_STORED DATA_:
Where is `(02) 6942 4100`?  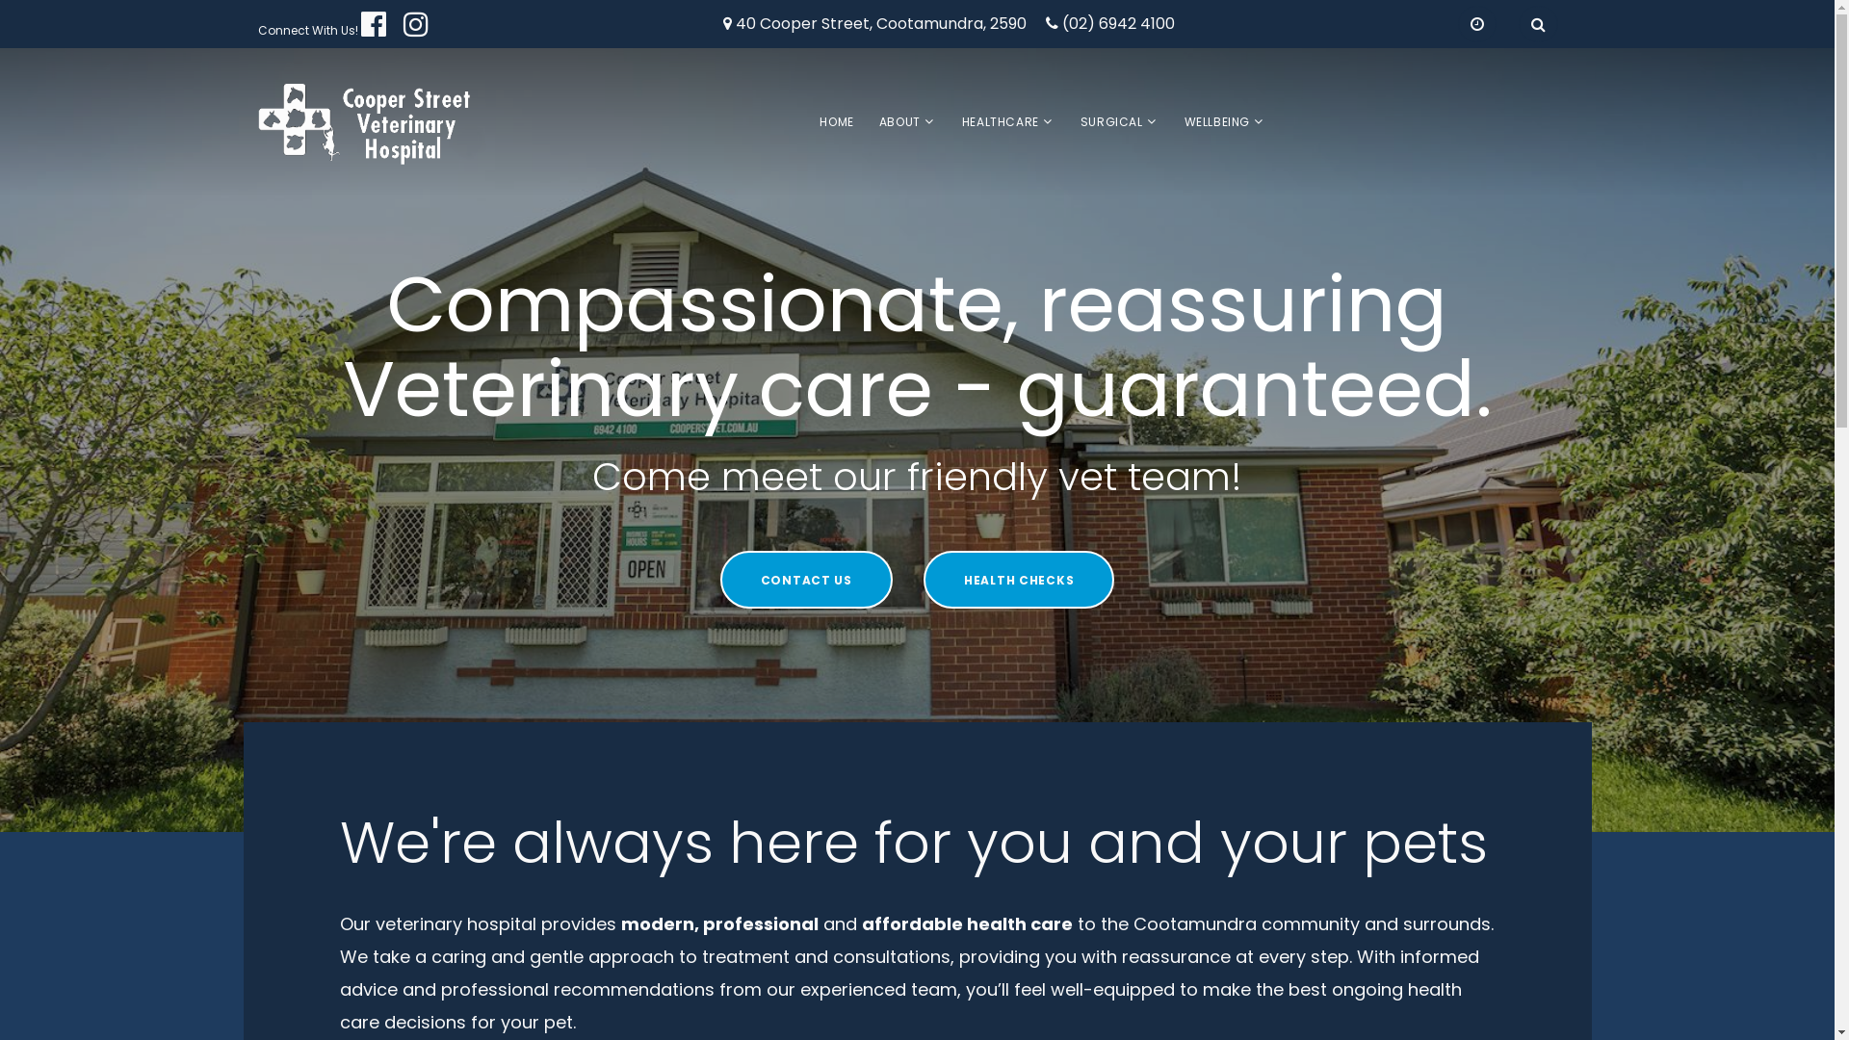 (02) 6942 4100 is located at coordinates (1117, 25).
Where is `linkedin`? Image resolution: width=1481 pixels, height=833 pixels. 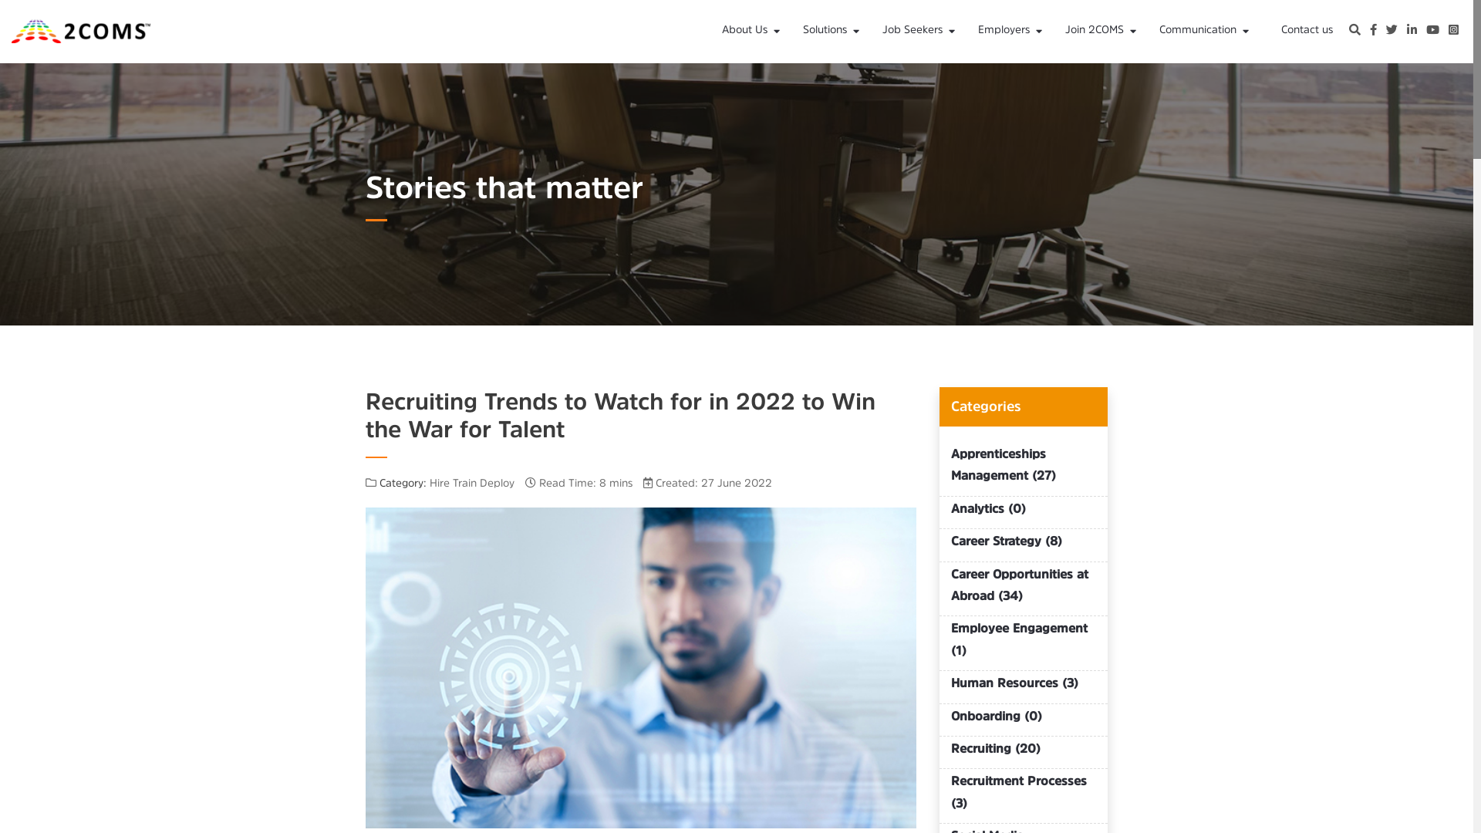 linkedin is located at coordinates (1412, 32).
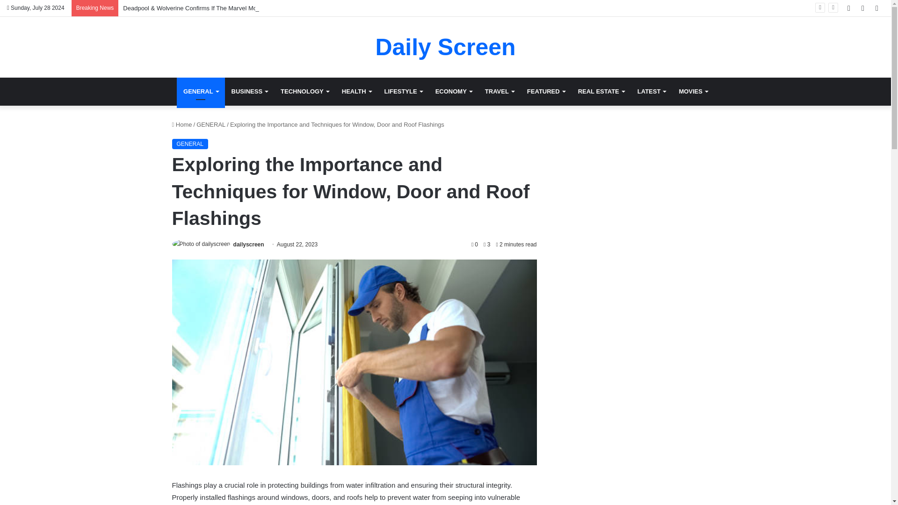 This screenshot has height=505, width=898. Describe the element at coordinates (652, 92) in the screenshot. I see `LATEST` at that location.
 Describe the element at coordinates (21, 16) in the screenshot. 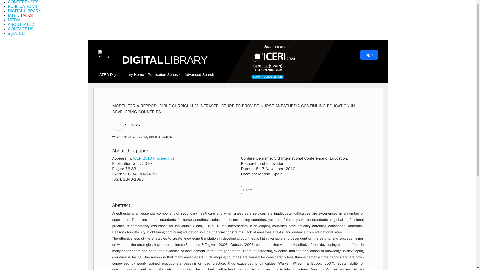

I see `IATED TALKS` at that location.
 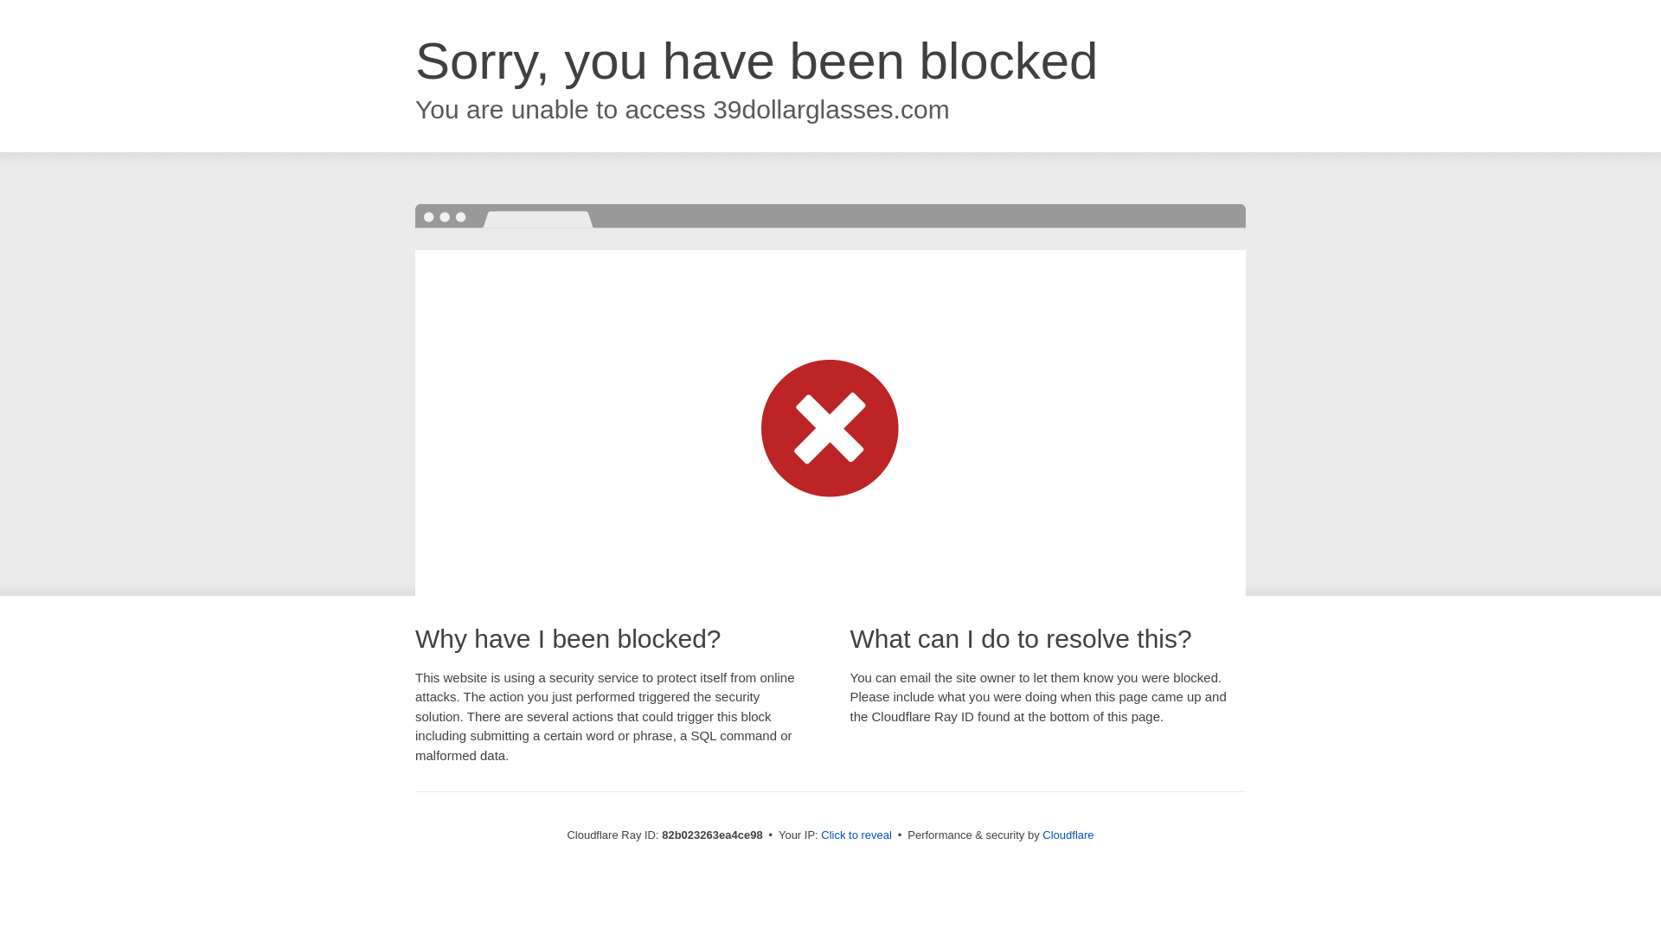 What do you see at coordinates (856, 836) in the screenshot?
I see `Click to reveal` at bounding box center [856, 836].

_TASK DIRECTIONS_: Every line from the one containing "Describe the element at coordinates (21, 16)" to the final line of the records should be duplicated exactly; no picture is to be copied.

_EXERCISE ANSWER_:
 Describe the element at coordinates (21, 16) in the screenshot. 

I see `IATED TALKS` at that location.
  What do you see at coordinates (856, 836) in the screenshot?
I see `Click to reveal` at bounding box center [856, 836].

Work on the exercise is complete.